IN STUDYING HAITI, A NEW ANGLE ON AN EARTHQUAKE'S INTENSITY
(New York Times) - By Henry Fountain
When the magnitude 7.0 earthquake struck the Haitian capital, Port-au-Prince, last January, the enormous destruction and loss of life were attributed largely to two factors: the proximity of the city to the fault that caused the shaking, and shoddy construction that allowed thousands of buildings to easily crumble.
Seismologists know that local geology can also affect the severity of an earthquake, by increasing the seismic forces under certain conditions. This was thought to have happened in the Haitian earthquake, as large areas of Port-au-Prince lie on layers of relatively soft sedimentary rock that is conducive to amplifying the seismic waves.
Now a new study finds that in addition to the underlying geology, the geometry of local surface features contributed to the earthquake’s intensity as well. Susan E. Hough, a seismologist with the United States Geological Survey, and her colleagues found evidence that the shaking was amplified along a narrow ridge of hard rock south of the central city. The ridge was home to a popular hotel and other relatively well-built structures that were destroyed.
The finding, published online Sunday in the journal Nature Geoscience, should help scientists and planners working to map areas of the city at risk in future earthquakes, a process called microzonation.
Dr. Hough said seismologists have long known that what is referred to as topographic amplification can occur, but it has often been dismissed as “kind of a fluke thing.”
“It’s not something that scientists have been able to develop systematically,” she said.
“Sedimentary layers are what people understand.”
There were indications from the earthquake damage that the ridge, in the suburb of PĂ©tionville, had undergone severe shaking. Dr. Hough said that in addition to the destruction at the Hotel Montana, home to many foreign visitors, 7,000-pound battery racks at a cellphone facility farther west on the ridge shifted more than a foot.
But there was little data on local ground motion during the earthquake, which killed 230,000 people, according to official estimates. At the time, Dr. Hough said, Haiti had just one seismometer, an educational instrument that was improperly mounted. “When the earthquake happened, it went dancing around on its little feet,” she said. “It did make a record, but it wasn’t very useful.”
So Dr. Hough, with help from scientists with the Bureau of Mines and Energy in Haiti, installed eight portable seismometers, including two on the ridge and two in an adjacent valley, and used them to measure ground movement during some of the many aftershocks that have followed the earthquake. They found that the shaking along the ridge was more severe than in the valley, so it cannot be explained by amplification in sedimentary rocks that underlie the valley.

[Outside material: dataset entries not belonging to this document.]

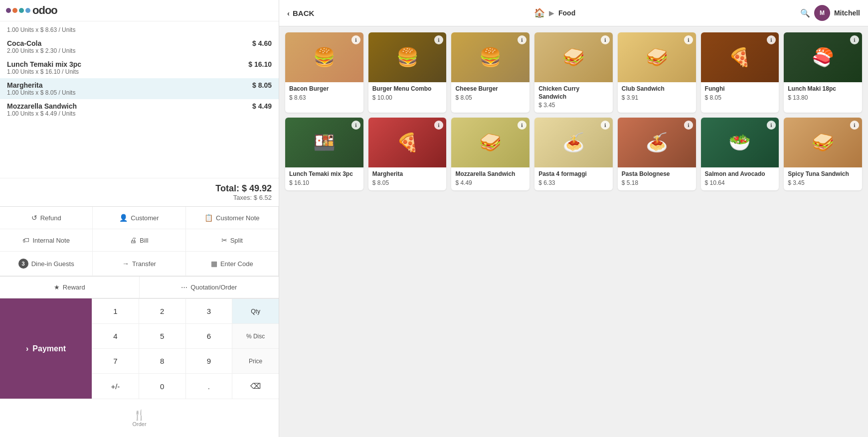  Describe the element at coordinates (140, 110) in the screenshot. I see `order-item-mozzarella: Mozzarella Sandwich $ 4.49 1.00 Units x …` at that location. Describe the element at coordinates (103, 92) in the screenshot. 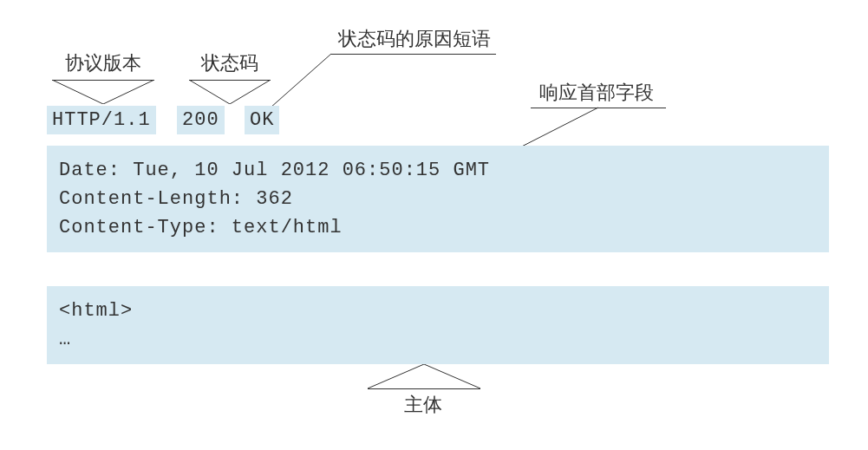

I see `bracket-protocol` at that location.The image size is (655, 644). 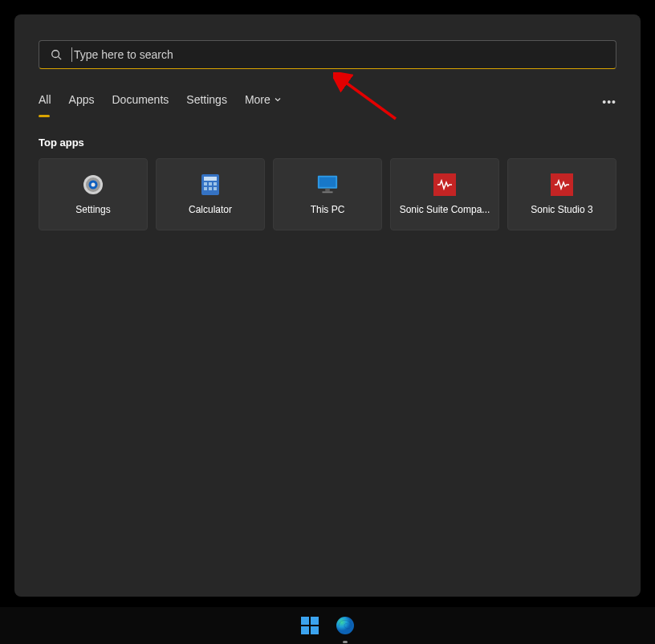 What do you see at coordinates (93, 210) in the screenshot?
I see `tile-label: Settings` at bounding box center [93, 210].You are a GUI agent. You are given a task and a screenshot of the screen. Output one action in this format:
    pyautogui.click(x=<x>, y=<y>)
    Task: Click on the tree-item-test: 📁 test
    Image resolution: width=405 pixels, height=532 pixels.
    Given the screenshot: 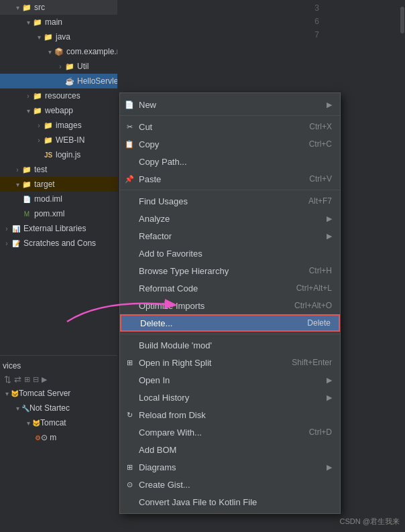 What is the action you would take?
    pyautogui.click(x=59, y=170)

Dr. Hough likened the shaking along the ridge to that which can occur in a skyscraper. “If you start shaking a long, skinny ridge, it sways back and forth, like a big building,” she said. The seismic waves reflect internally within the wedgelike geometric structure of the ridge, combining to produce higher peak forces, a process called constructive interference.
Dominic Assimaki, a professor at Georgia Tech who reviewed Dr. Hough’s paper for Nature Geoscience but was not involved in the research, said the findings should help in developing more accurate models of amplification processes during earthquakes. “Analytically the problem has been studied quite extensively, but the models are very idealized,” she said.

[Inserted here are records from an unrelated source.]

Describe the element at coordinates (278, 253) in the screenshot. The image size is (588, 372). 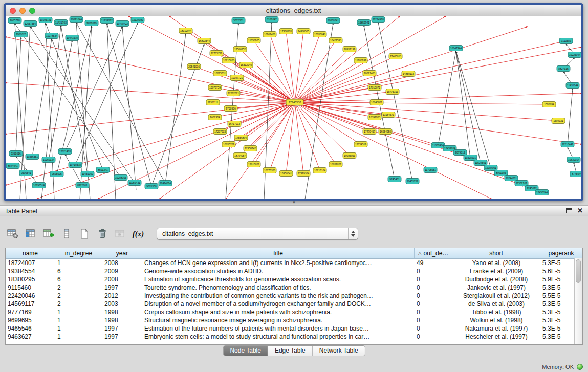
I see `column-header-title: title` at that location.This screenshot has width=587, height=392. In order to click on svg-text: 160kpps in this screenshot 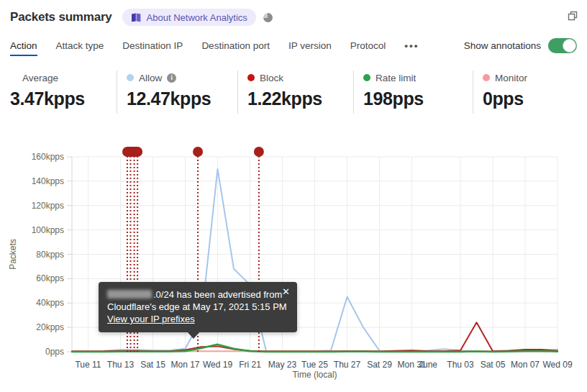, I will do `click(47, 157)`.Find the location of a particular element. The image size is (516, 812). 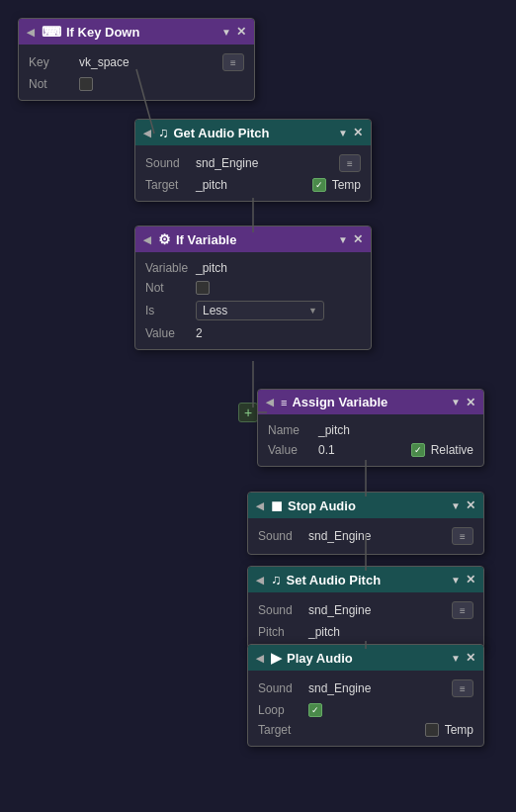

pitch-label: Pitch is located at coordinates (281, 632).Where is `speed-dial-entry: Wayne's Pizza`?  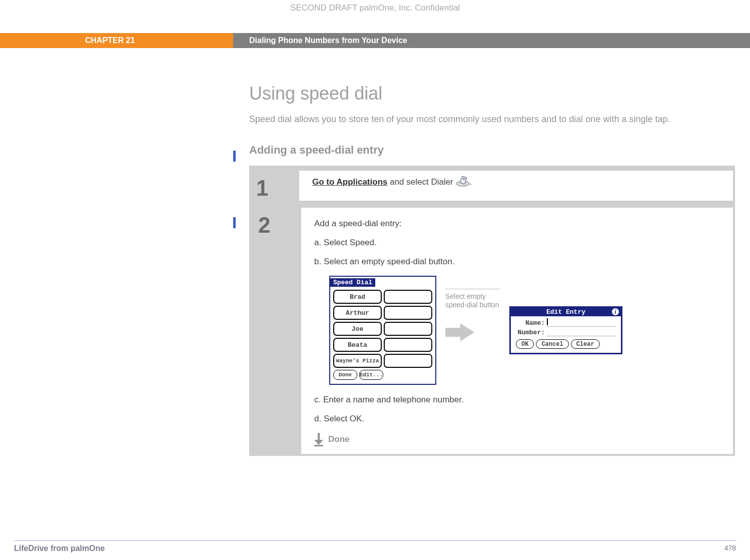 speed-dial-entry: Wayne's Pizza is located at coordinates (357, 361).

As computer simulations become more detailed and more accurately match data from the real world, they can be used to develop guidelines for earthquake-resistant construction — how much ground movement can be expected on a ridge of a certain height or slope, for example.
“The objective is to translate what we find in research into simple parameters that a designer can plug in,” Dr. Assimaki said.
In Haiti specifically, Dr. Hough said, scientists developing microzonation maps can now incorporate the topographic effects seen along the ridge in their work to help the country rebuild properly and better survive the next earthquake. And future earthquakes on or near the same fault are inevitable, seismologists say. “Potentially you can say, ‘You should build over here, and not there,’ ” she said.
Dr. Hough said that even on the ridge, with its severe shaking, some well-built and well-anchored homes and other buildings survived the earthquake practically undamaged. “It shows that you can build safely, even in zones like that,” she said. “You just have to know what you’re up against.”
“The good news is that we can characterize the shaking,” she added. “We can design for it.”